Human rights organization WOLA (the Washington Office on Latin America) on Wednesday issued a statement of solidarity with groups within El Salvador fighting for citizens unjustly detained following the country’s major gang crackdowns in March 2022.
In conjunction with 84 other advocacy groups, WOLA criticized the dramatic increases in the surveillance and interference of human rights defenders by police and state intelligence officers. The measures effected in March 2022, known as the régimen de excepción (state of exception), have caused numerous advocacy groups to become the targets of co-ordinated operations aimed at fracturing their efforts, such as the Movement of Victims of the Regime, who were harassed by police offers in July 2023 after a press conference surveilled by government operatives acting as journalists.
The statement also outlined specific requests for assurances of the rigor and transparency of the investigation into human rights attorney Ivania Cruz by the Office of the Attorney General, that protective measures be granted to spokespeople of key human rights groups to protect their safety and exercise of freedom of expression and association and a cessation of security assistance from the US to El Salvador.
WOLA emphasized the importance of human rights watchdogs in El Salvador:
We strongly condemn these violations of the democratic rights of these human rights defenders, legal advocates and community organizers, whose work is essential to a free and just society, and of the use of state funds to surveil and intimidate them and to attempt to circumscribe the exercise of their political rights.
Since March 2022, El Salvador’s government has implemented a crackdown in response to a substantial growth in gang-related killings. To date, there have been twenty-five extensions to the régimen de excepción by the legislative assembly, mostly recently on April 10.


## REQUIRED WORK
In the records below, which lines include "page"? Copy them.

(Excerpts from a dataset)
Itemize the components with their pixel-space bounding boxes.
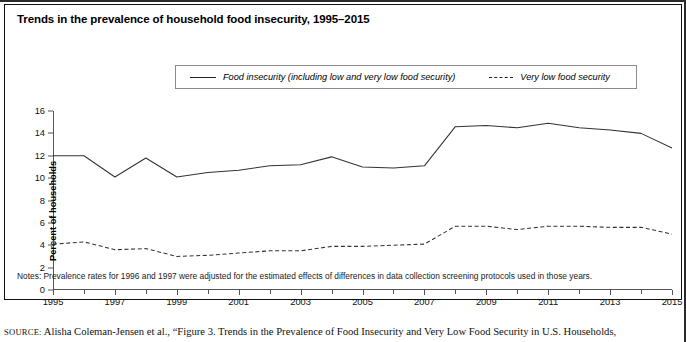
x-axis-tick-mark [610,290,611,295]
x-axis-tick-mark [672,290,673,295]
x-axis-tick-mark [53,290,54,295]
legend-solid-line-icon [190,77,216,78]
x-axis-tick-mark [115,290,116,295]
x-axis-tick-label: 1995 [43,297,64,307]
series-line [53,123,672,177]
x-axis-tick-label: 1999 [166,297,187,307]
x-axis-minor-tick-mark [146,290,147,294]
x-axis-minor-tick-mark [641,290,642,294]
x-axis-tick-label: 1997 [105,297,126,307]
x-axis-tick-mark [486,290,487,295]
x-axis-minor-tick-mark [332,290,333,294]
x-axis-tick-mark [239,290,240,295]
x-axis-minor-tick-mark [393,290,394,294]
page-top-rule [0,0,686,2]
x-axis-tick-mark [301,290,302,295]
x-axis-tick-label: 2001 [228,297,249,307]
figure-container: Trends in the prevalence of household fo… [0,0,686,342]
legend-dashed-line-icon [489,77,513,78]
legend-item-food-insecurity: Food insecurity (including low and very … [190,72,455,82]
x-axis-tick-mark [548,290,549,295]
series-lines [53,111,672,290]
x-axis-tick-label: 2005 [352,297,373,307]
x-axis-tick-label: 2013 [600,297,621,307]
chart-legend: Food insecurity (including low and very … [175,65,637,89]
x-axis-tick-mark [424,290,425,295]
source-text: Alisha Coleman-Jensen et al., “Figure 3.… [44,326,616,337]
x-axis-tick-label: 2015 [662,297,683,307]
x-axis-tick-label: 2011 [538,297,558,307]
legend-label-food-insecurity: Food insecurity (including low and very … [223,72,455,82]
legend-item-very-low-food-security: Very low food security [489,72,610,82]
legend-label-very-low-food-security: Very low food security [520,72,610,82]
x-axis-tick-mark [177,290,178,295]
chart-notes: Notes: Prevalence rates for 1996 and 199… [17,271,592,281]
x-axis-tick-mark [363,290,364,295]
x-axis-minor-tick-mark [517,290,518,294]
x-axis-tick-label: 2009 [476,297,497,307]
series-line [53,226,672,256]
source-label: SOURCE: [4,327,42,337]
chart-panel: Trends in the prevalence of household fo… [4,4,682,300]
x-axis-minor-tick-mark [579,290,580,294]
x-axis-minor-tick-mark [270,290,271,294]
x-axis-tick-label: 2003 [290,297,311,307]
x-axis-tick-label: 2007 [414,297,435,307]
x-axis-minor-tick-mark [208,290,209,294]
x-axis-minor-tick-mark [455,290,456,294]
plot-area: Percent of households 0246810121416 1995… [53,111,672,290]
page-title: Trends in the prevalence of household fo… [17,13,370,25]
chart-source: SOURCE: Alisha Coleman-Jensen et al., “F… [4,326,616,337]
x-axis-minor-tick-mark [84,290,85,294]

## EXERCISE SOLUTION
page-top-rule [0,0,686,2]
page-title: Trends in the prevalence of household fo… [17,13,370,25]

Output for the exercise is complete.